Mainspring

Mainspring by Jay Lake

Book: Mainspring by Jay Lake Read Free Book Online
Authors: Jay Lake
correct gear ratios onto the smallest of the blank wheels.
    â€œI’m sorry,” Hethor whispered to the candleman who crouched next to him on hands and knees. “I’m not hungry.”
    â€œNever hungry in this heart of stone,” the candleman said matter-of-factly. “Not no one. Still, a man’s got to eat if he’s going to live.”
    Hethor supposed the candleman had a point. He pulled himself up into a squat, back and joints protesting from time spent on cold stone and chunky wax, then scuttled after the man who had come to fetch him.
    A number of the prisoners were seated in a circle. They were surrounded by a veritable rampart of candle wax.
The top of the lumpy, flowing wall was lit by still more candles. Hethor had no sense of the size of the room, other than of a great space, for the flickering flames made the darkness around them all the more impenetrable.
    He would have preferred less light and more vision.
    His guide brought Hethor into the circle, patted a place on a little seat of wax worn by years of buttocks, then crawled to his own place.
    â€œWelcome,” said another candleman. It might have been the same one who had greeted Hethor the night before. He seemed to be the spokesman.
    If it had been the night before, Hethor realized with a shiver. His sense of time told him it was morning. The clattering of the Earth was almost loud here, a metronome overriding the confusion of the darkness, but there was no way to check the passage of sidereal midnight, no validation at all.
    No master clock save the one he carried within.
    â€œThank you,” Hethor said belatedly, recovering from his train of thought. “I’m—”
    â€œNo,” the candleman said firmly as he raised a hand. “We have but one rule here in the pit. Slow, go slow. Your least bit of news is a treasure to be gleaned and passed about from man to man. Do not scatter lightly now what you will prize later.”
    â€œI see.”
    â€œIn the pit of the candlemen, no one sees.”
    They all intoned, “No one sees.”
    â€œI hear,” said Hethor with a flash of understanding. He did hear, after all, the music of the Earth below all the levels of life. That strange gift he had always had, commonplace to him but seemingly peculiar as some rumored power of a sorcerer from the Southern Earth the few times he had tried to explain it.
    He understood their darkness in a basic, primitive way. “What of you, then?”
    â€œWe are waiting here,” said the spokesman.
    Hethor considered that answer. He inhaled deeply,
smelling wax and sweating stone and distant slops and unwashed candlemen. He listened to his breathing and theirs, the hiss of hundreds of candle flames and the unaccountably loud sounds of the Earth. He looked around the glimmering darkness.
    Panic clawed his throat. It recalled the sensation of drowning in a river. He’d nearly done so one summer when he was nine, tangled in the rotting branches of an old log in the current, willing to mortgage his soul for one more breath of air.
    â€œPlease …” Hethor choked out the word, fighting his desire to scream and bolt from the prison even if he had to claw through stone to do it. Surely they all felt that in this place. These men were buried, dead as the Brass Christ in his tomb, with no angel to roll back the stone.
    Someone pressed a bowl into his hand. It was cool to the touch, and a little rough. He could barely see it even in the candlelight, but with his other hand Hethor found a pile of boiled eggs. He took one and passed the bowl along.
    Soon there was a sound of peeling and chomping as the candlemen ate. Still there were no words.
    Another bowl came, almost the same as the first, this one filled with a soppy mess of which Hethor took a fingered scoop. Rolled oats with a trace of honey, he decided from the smell. He passed that bowl, then licked his fingers clean.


TASK INSTRUCTIONS = Transcribe the listing below word for word but skip its images.

INPUT DATA =
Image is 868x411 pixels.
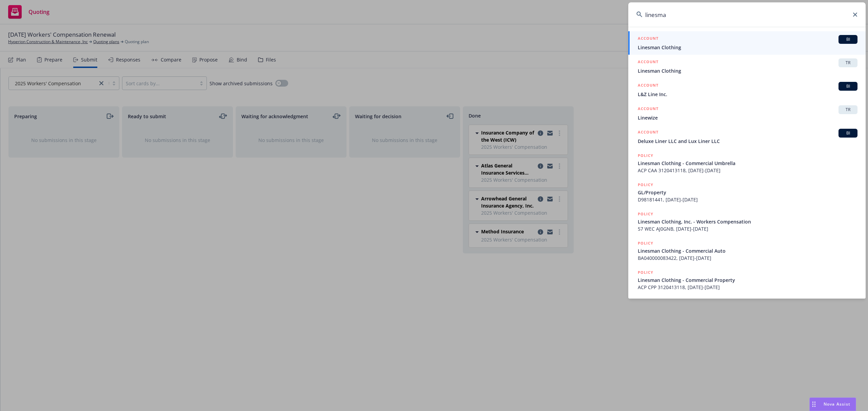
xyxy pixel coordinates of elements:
a: ACCOUNTBIL&Z Line Inc. [628,78,866,101]
span: Linesman Clothing, Inc. - Workers Compensation [638,218,857,225]
button: Nova Assist [809,397,857,411]
span: Linesman Clothing [638,44,857,51]
h5: POLICY [638,210,654,217]
h5: POLICY [638,181,654,188]
h5: ACCOUNT [638,105,659,113]
span: Linesman Clothing - Commercial Auto [638,247,857,254]
span: BA040000083422, [DATE]-[DATE] [638,254,857,261]
span: Linesman Clothing - Commercial Umbrella [638,159,857,167]
span: 57 WEC AJ0GNB, [DATE]-[DATE] [638,225,857,232]
a: ACCOUNTBIDeluxe Liner LLC and Lux Liner LLC [628,125,866,148]
h5: ACCOUNT [638,35,659,43]
span: BI [842,83,855,89]
span: Linesman Clothing - Commercial Property [638,277,857,283]
h5: POLICY [638,240,654,246]
a: POLICYLinesman Clothing - Commercial AutoBA040000083422, [DATE]-[DATE] [628,236,866,265]
div: Drag to move [810,397,818,410]
span: TR [842,60,855,66]
span: BI [842,130,855,136]
a: POLICYLinesman Clothing, Inc. - Workers Compensation57 WEC AJ0GNB, [DATE]-[DATE] [628,207,866,236]
span: GL/Property [638,189,857,196]
span: Linesman Clothing [638,67,857,74]
span: Linewize [638,114,857,121]
h5: POLICY [638,152,654,159]
span: L&Z Line Inc. [638,91,857,98]
a: ACCOUNTBILinesman Clothing [628,32,866,55]
span: BI [842,36,855,42]
a: POLICYLinesman Clothing - Commercial PropertyACP CPP 3120413118, [DATE]-[DATE] [628,265,866,295]
input: Search... [628,2,866,27]
span: Deluxe Liner LLC and Lux Liner LLC [638,138,857,144]
a: POLICYGL/PropertyD98181441, [DATE]-[DATE] [628,177,866,207]
span: Nova Assist [824,401,851,406]
span: ACP CAA 3120413118, [DATE]-[DATE] [638,167,857,174]
a: POLICYLinesman Clothing - Commercial UmbrellaACP CAA 3120413118, [DATE]-[DATE] [628,148,866,177]
span: TR [842,107,855,113]
h5: ACCOUNT [638,59,659,67]
h5: ACCOUNT [638,128,659,137]
span: D98181441, [DATE]-[DATE] [638,196,857,203]
h5: POLICY [638,269,654,276]
a: ACCOUNTTRLinesman Clothing [628,55,866,78]
a: ACCOUNTTRLinewize [628,101,866,125]
h5: ACCOUNT [638,82,659,90]
span: ACP CPP 3120413118, [DATE]-[DATE] [638,283,857,291]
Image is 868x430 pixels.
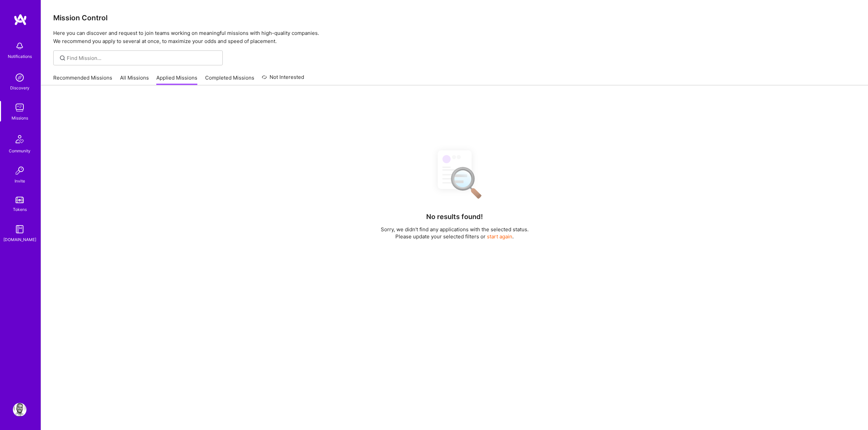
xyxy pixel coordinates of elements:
div: Missions [12,114,28,122]
img: guide book [13,222,27,236]
a: Completed Missions [205,74,254,85]
img: User Avatar [13,403,27,417]
button: start again [486,233,512,240]
div: Discovery [10,84,29,92]
img: discovery [13,71,27,84]
i: icon SearchGrey [59,54,67,62]
img: Community [12,131,28,148]
p: Please update your selected filters or . [380,233,529,240]
img: bell [13,39,27,53]
div: Tokens [13,206,27,213]
a: Applied Missions [156,74,197,85]
a: Not Interested [262,73,304,85]
p: Here you can discover and request to join teams working on meaningful missions with high-quality ... [53,29,856,45]
a: Recommended Missions [53,74,112,85]
input: Find Mission... [67,54,218,62]
p: Sorry, we didn't find any applications with the selected status. [380,226,529,233]
img: No Results [426,144,483,204]
img: Invite [13,164,27,178]
h4: No results found! [426,213,483,221]
img: tokens [16,197,24,203]
div: Notifications [8,53,32,60]
div: [DOMAIN_NAME] [3,236,36,243]
a: User Avatar [11,403,28,417]
div: Invite [14,178,25,185]
img: teamwork [13,101,27,114]
a: All Missions [120,74,149,85]
h3: Mission Control [53,13,856,22]
img: logo [13,13,27,26]
div: Community [9,148,31,154]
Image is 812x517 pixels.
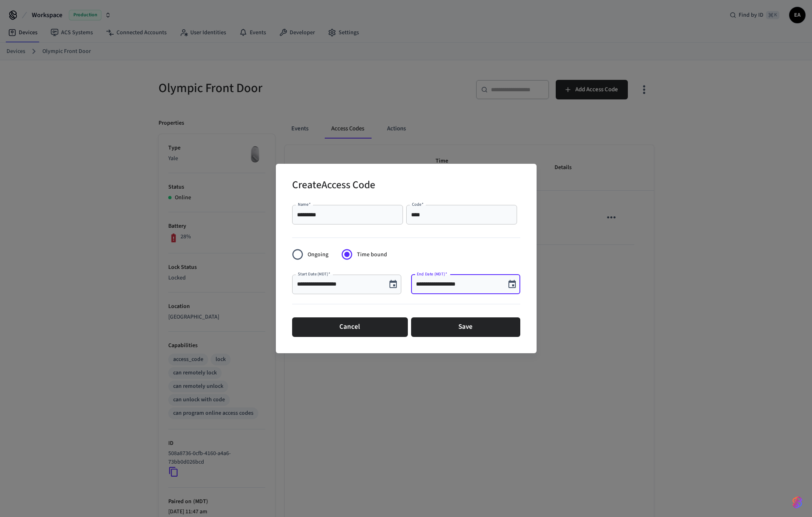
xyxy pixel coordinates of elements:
label: Code [412,201,424,207]
span: Time bound [357,250,387,259]
h2: Create Access Code [292,173,376,199]
label: Start Date (MDT) [298,271,331,277]
img: SeamLogoGradient.69752ec5.svg [793,496,803,509]
span: Ongoing [308,250,328,259]
button: Save [411,317,520,337]
label: Name [298,201,311,207]
label: End Date (MDT) [417,271,447,277]
button: Choose date, selected date is Sep 10, 2025 [385,276,401,293]
button: Cancel [292,317,408,337]
button: Choose date, selected date is Sep 10, 2025 [504,276,520,293]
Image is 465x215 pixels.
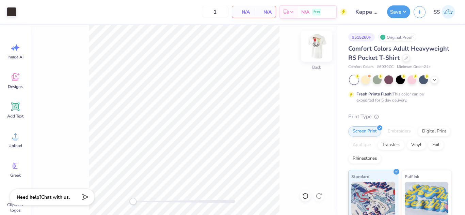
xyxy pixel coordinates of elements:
[348,140,375,150] div: Applique
[377,64,394,70] span: # 6030CC
[202,6,228,18] input: – –
[407,140,426,150] div: Vinyl
[351,173,369,180] span: Standard
[378,140,405,150] div: Transfers
[348,64,373,70] span: Comfort Colors
[348,33,375,42] div: # 515260F
[9,143,22,149] span: Upload
[130,198,137,205] div: Accessibility label
[428,140,444,150] div: Foil
[383,127,416,137] div: Embroidery
[236,9,250,16] span: N/A
[10,173,21,178] span: Greek
[356,92,393,97] strong: Fresh Prints Flash:
[7,54,23,60] span: Image AI
[7,114,23,119] span: Add Text
[303,33,330,60] img: Back
[387,5,410,18] button: Save
[378,33,416,42] div: Original Proof
[312,64,321,70] div: Back
[314,10,320,14] span: Free
[17,194,41,201] strong: Need help?
[431,5,458,19] a: SS
[348,113,451,121] div: Print Type
[350,5,384,19] input: Untitled Design
[258,9,272,16] span: N/A
[348,45,449,62] span: Comfort Colors Adult Heavyweight RS Pocket T-Shirt
[8,84,23,90] span: Designs
[434,8,440,16] span: SS
[418,127,451,137] div: Digital Print
[397,64,431,70] span: Minimum Order: 24 +
[41,194,70,201] span: Chat with us.
[4,203,27,213] span: Clipart & logos
[348,127,381,137] div: Screen Print
[405,173,419,180] span: Puff Ink
[301,9,309,16] span: N/A
[348,154,381,164] div: Rhinestones
[356,91,440,103] div: This color can be expedited for 5 day delivery.
[442,5,455,19] img: Sakshi Solanki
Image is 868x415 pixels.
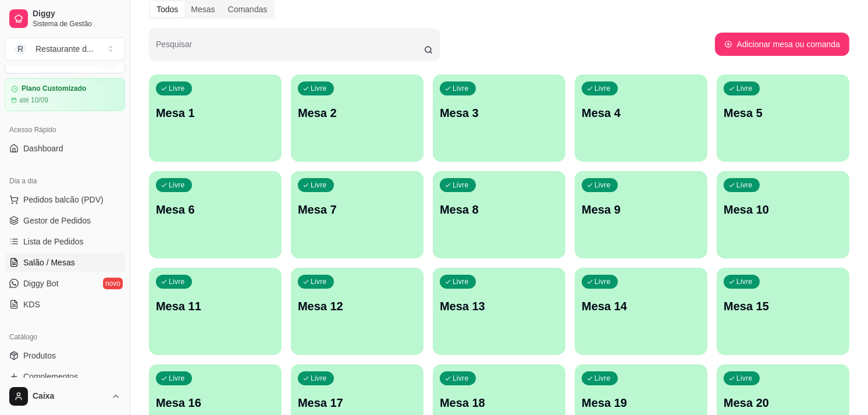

SOLUTION BELOW =
Image is 868x411 pixels.
xyxy pixel coordinates of elements:
a: ACCOUNTBIL&Z Line Inc. [628,78,866,101]
span: Linesman Clothing, Inc. - Workers Compensation [638,218,857,225]
button: Nova Assist [809,397,857,411]
span: Linesman Clothing [638,44,857,51]
h5: POLICY [638,210,654,217]
h5: POLICY [638,181,654,188]
h5: ACCOUNT [638,105,659,113]
span: Linesman Clothing - Commercial Auto [638,247,857,254]
span: BA040000083422, [DATE]-[DATE] [638,254,857,261]
span: Linesman Clothing - Commercial Umbrella [638,159,857,167]
span: 57 WEC AJ0GNB, [DATE]-[DATE] [638,225,857,232]
a: ACCOUNTBIDeluxe Liner LLC and Lux Liner LLC [628,125,866,148]
h5: ACCOUNT [638,35,659,43]
span: BI [842,83,855,89]
span: Linesman Clothing - Commercial Property [638,277,857,283]
h5: POLICY [638,240,654,246]
a: POLICYLinesman Clothing - Commercial AutoBA040000083422, [DATE]-[DATE] [628,236,866,265]
div: Drag to move [810,397,818,410]
span: TR [842,60,855,66]
span: BI [842,130,855,136]
a: POLICYLinesman Clothing, Inc. - Workers Compensation57 WEC AJ0GNB, [DATE]-[DATE] [628,207,866,236]
span: GL/Property [638,189,857,196]
span: Linesman Clothing [638,67,857,74]
span: Linewize [638,114,857,121]
h5: POLICY [638,152,654,159]
span: L&Z Line Inc. [638,91,857,98]
a: ACCOUNTBILinesman Clothing [628,32,866,55]
span: BI [842,36,855,42]
a: POLICYLinesman Clothing - Commercial PropertyACP CPP 3120413118, [DATE]-[DATE] [628,265,866,295]
input: Search... [628,2,866,27]
span: Deluxe Liner LLC and Lux Liner LLC [638,138,857,144]
a: POLICYGL/PropertyD98181441, [DATE]-[DATE] [628,177,866,207]
span: Nova Assist [824,401,851,406]
span: ACP CAA 3120413118, [DATE]-[DATE] [638,167,857,174]
a: POLICYLinesman Clothing - Commercial UmbrellaACP CAA 3120413118, [DATE]-[DATE] [628,148,866,177]
span: TR [842,107,855,113]
h5: ACCOUNT [638,59,659,67]
h5: ACCOUNT [638,128,659,137]
span: D98181441, [DATE]-[DATE] [638,196,857,203]
h5: POLICY [638,269,654,276]
a: ACCOUNTTRLinesman Clothing [628,55,866,78]
a: ACCOUNTTRLinewize [628,101,866,125]
h5: ACCOUNT [638,82,659,90]
span: ACP CPP 3120413118, [DATE]-[DATE] [638,283,857,291]
Image is 868x430 pixels.
xyxy pixel coordinates of elements:
div: Missions [12,114,28,122]
img: guide book [13,222,27,236]
a: Completed Missions [205,74,254,85]
img: User Avatar [13,403,27,417]
button: start again [486,233,512,240]
div: Discovery [10,84,29,92]
img: discovery [13,71,27,84]
i: icon SearchGrey [59,54,67,62]
img: Community [12,131,28,148]
p: Please update your selected filters or . [380,233,529,240]
img: bell [13,39,27,53]
div: Tokens [13,206,27,213]
a: Applied Missions [156,74,197,85]
a: Not Interested [262,73,304,85]
p: Here you can discover and request to join teams working on meaningful missions with high-quality ... [53,29,856,45]
a: Recommended Missions [53,74,112,85]
input: Find Mission... [67,54,218,62]
p: Sorry, we didn't find any applications with the selected status. [380,226,529,233]
img: No Results [426,144,483,204]
img: Invite [13,164,27,178]
h4: No results found! [426,213,483,221]
img: tokens [16,197,24,203]
div: Notifications [8,53,32,60]
div: [DOMAIN_NAME] [3,236,36,243]
a: User Avatar [11,403,28,417]
div: Invite [14,178,25,185]
img: teamwork [13,101,27,114]
a: All Missions [120,74,149,85]
h3: Mission Control [53,13,856,22]
img: logo [13,13,27,26]
div: Community [9,148,31,154]
Image is 812x517 pixels.
xyxy pixel coordinates of elements:
label: Code [412,201,424,207]
span: Time bound [357,250,387,259]
h2: Create Access Code [292,173,376,199]
label: Start Date (MDT) [298,271,331,277]
img: SeamLogoGradient.69752ec5.svg [793,496,803,509]
span: Ongoing [308,250,328,259]
button: Save [411,317,520,337]
label: Name [298,201,311,207]
label: End Date (MDT) [417,271,447,277]
button: Choose date, selected date is Sep 10, 2025 [385,276,401,293]
button: Cancel [292,317,408,337]
button: Choose date, selected date is Sep 10, 2025 [504,276,520,293]
Image is 465x215 pixels.
xyxy pixel coordinates of elements:
[348,140,375,150] div: Applique
[377,64,394,70] span: # 6030CC
[202,6,228,18] input: – –
[407,140,426,150] div: Vinyl
[351,173,369,180] span: Standard
[378,140,405,150] div: Transfers
[348,64,373,70] span: Comfort Colors
[348,33,375,42] div: # 515260F
[9,143,22,149] span: Upload
[130,198,137,205] div: Accessibility label
[428,140,444,150] div: Foil
[383,127,416,137] div: Embroidery
[236,9,250,16] span: N/A
[10,173,21,178] span: Greek
[356,92,393,97] strong: Fresh Prints Flash:
[7,54,23,60] span: Image AI
[7,114,23,119] span: Add Text
[303,33,330,60] img: Back
[387,5,410,18] button: Save
[378,33,416,42] div: Original Proof
[312,64,321,70] div: Back
[314,10,320,14] span: Free
[17,194,41,201] strong: Need help?
[431,5,458,19] a: SS
[348,113,451,121] div: Print Type
[350,5,384,19] input: Untitled Design
[258,9,272,16] span: N/A
[348,45,449,62] span: Comfort Colors Adult Heavyweight RS Pocket T-Shirt
[8,84,23,90] span: Designs
[434,8,440,16] span: SS
[418,127,451,137] div: Digital Print
[397,64,431,70] span: Minimum Order: 24 +
[41,194,70,201] span: Chat with us.
[4,203,27,213] span: Clipart & logos
[348,127,381,137] div: Screen Print
[405,173,419,180] span: Puff Ink
[301,9,309,16] span: N/A
[348,154,381,164] div: Rhinestones
[356,91,440,103] div: This color can be expedited for 5 day delivery.
[442,5,455,19] img: Sakshi Solanki
Image is 868x415 pixels.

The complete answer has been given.